Are there any other ways to get Lua programs into the game? I'd like to be able to store the programs on the file system of the host computer (e.g., Mac, PC, etc.) and import them into the game through ComputerCraft. Is that possible or an addition I could make without access to the ComputerCraft source?
Thanks.
8543 posts
Posted 17 October 2013 - 08:27 PM
You can add resource packs to the server with additional programs.
997 posts
Location
Wellington, New Zealand
Posted 17 October 2013 - 09:07 PM
You can also save the programs to .minecraft/saves/<save name>/computer/<computer ID>.
They will only be accessible to one computer. However, this way doesn't require the user to restart Minecraft with every change.
808 posts
Posted 18 October 2013 - 04:09 PM
You can also save the programs to .minecraft/saves/<save name>/computer/<computer ID>.

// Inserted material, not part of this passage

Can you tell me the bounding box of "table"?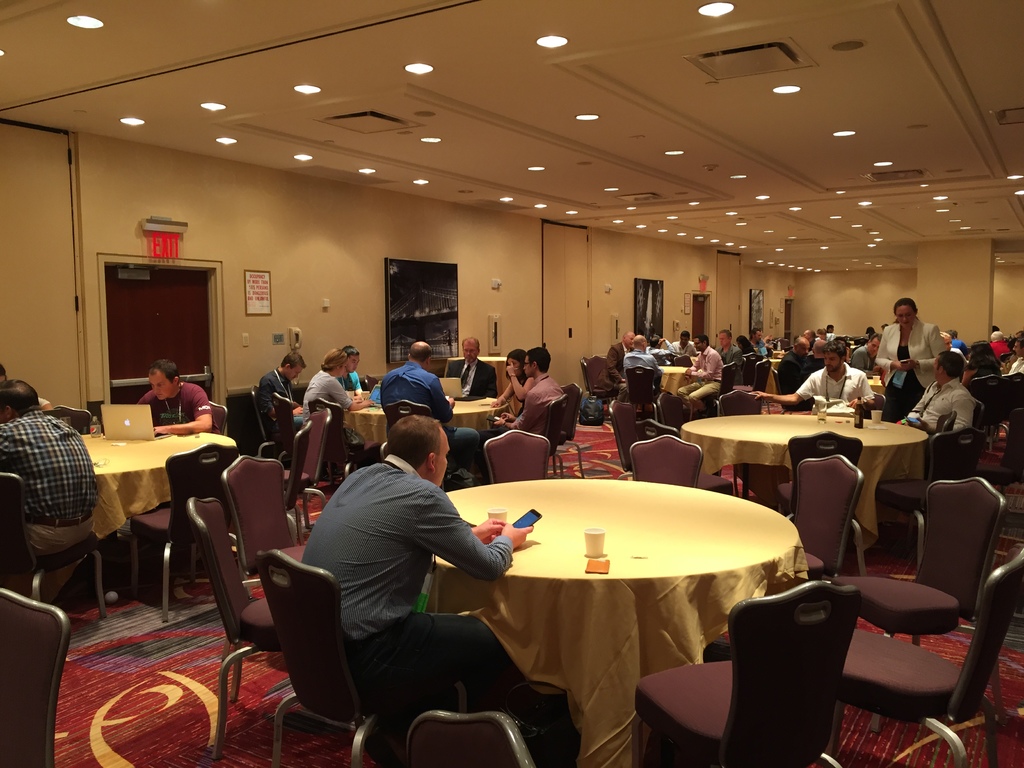
pyautogui.locateOnScreen(677, 409, 930, 555).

They will only be accessible to one computer. However, this way doesn't require the user to restart Minecraft with every change.
If the resource pack is in a folder instead of a zip you shouldn't need restarts.
36 posts
Posted 18 October 2013 - 05:42 PM
You may save them in your /rom directory, too
41 posts
Location
San Francisco, California, USA
Posted 21 October 2013 - 08:14 PM
Thanks a lot for all of the great suggestions!
7508 posts
Location
Australia
Posted 21 October 2013 - 08:25 PM
It should also be mentioned, in addition to the way immibis stated you could have a location on the file system that you store them, and then create a
Symlink to that location in each of those computers, I'm not too sure if it works with older versions but Symlinks definitely work with the latest version of ComputerCraft. By using a Symlink it means that you can have the files in one location for easy editing and have all computers be able to access the files. Also when an edit is made to the file each computer would obviously get the update, however be aware that any computers running the program wouldn't show the changes until they restarted it.

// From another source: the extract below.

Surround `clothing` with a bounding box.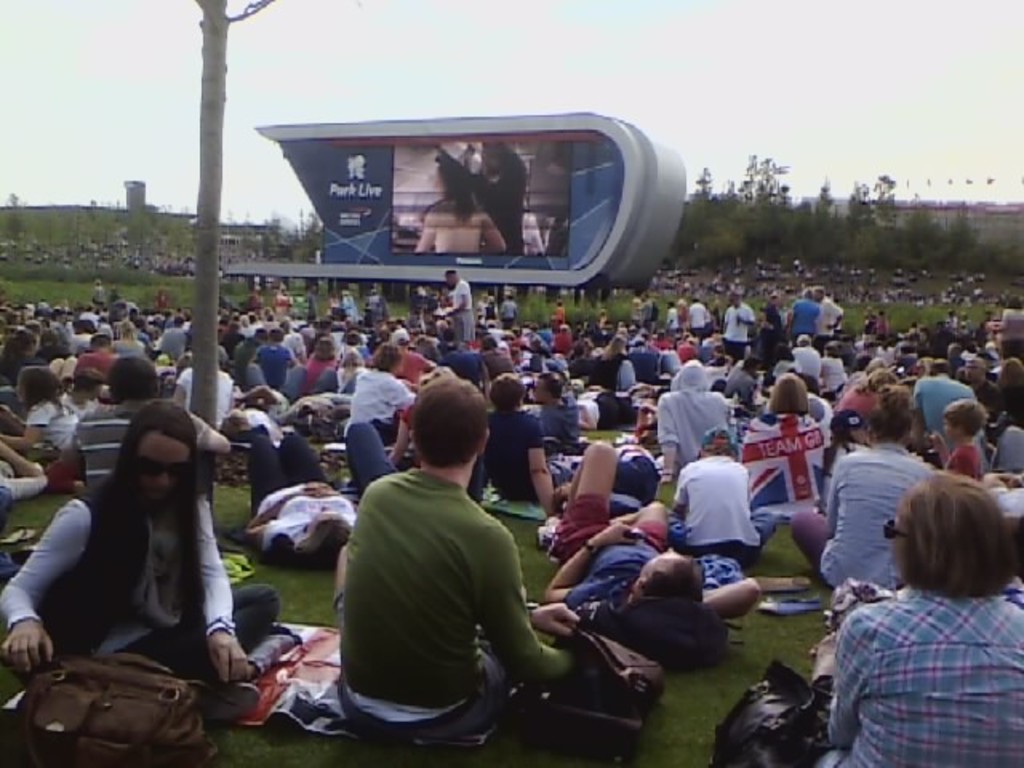
BBox(667, 454, 773, 571).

It should be quite easy in your tool to scan each of the well known Minecraft instances folders for the `saves/computers` folder and setup a listener to the `nextid` file, that way each time a new computer is added you could automatically generate its folder and create the symlink too. (assuming your tool would be running at the same time as people are adding computers/turtles in Minecraft)
You may save them in your /rom directory, too
Doesn't work on the new versions however that require resource packs.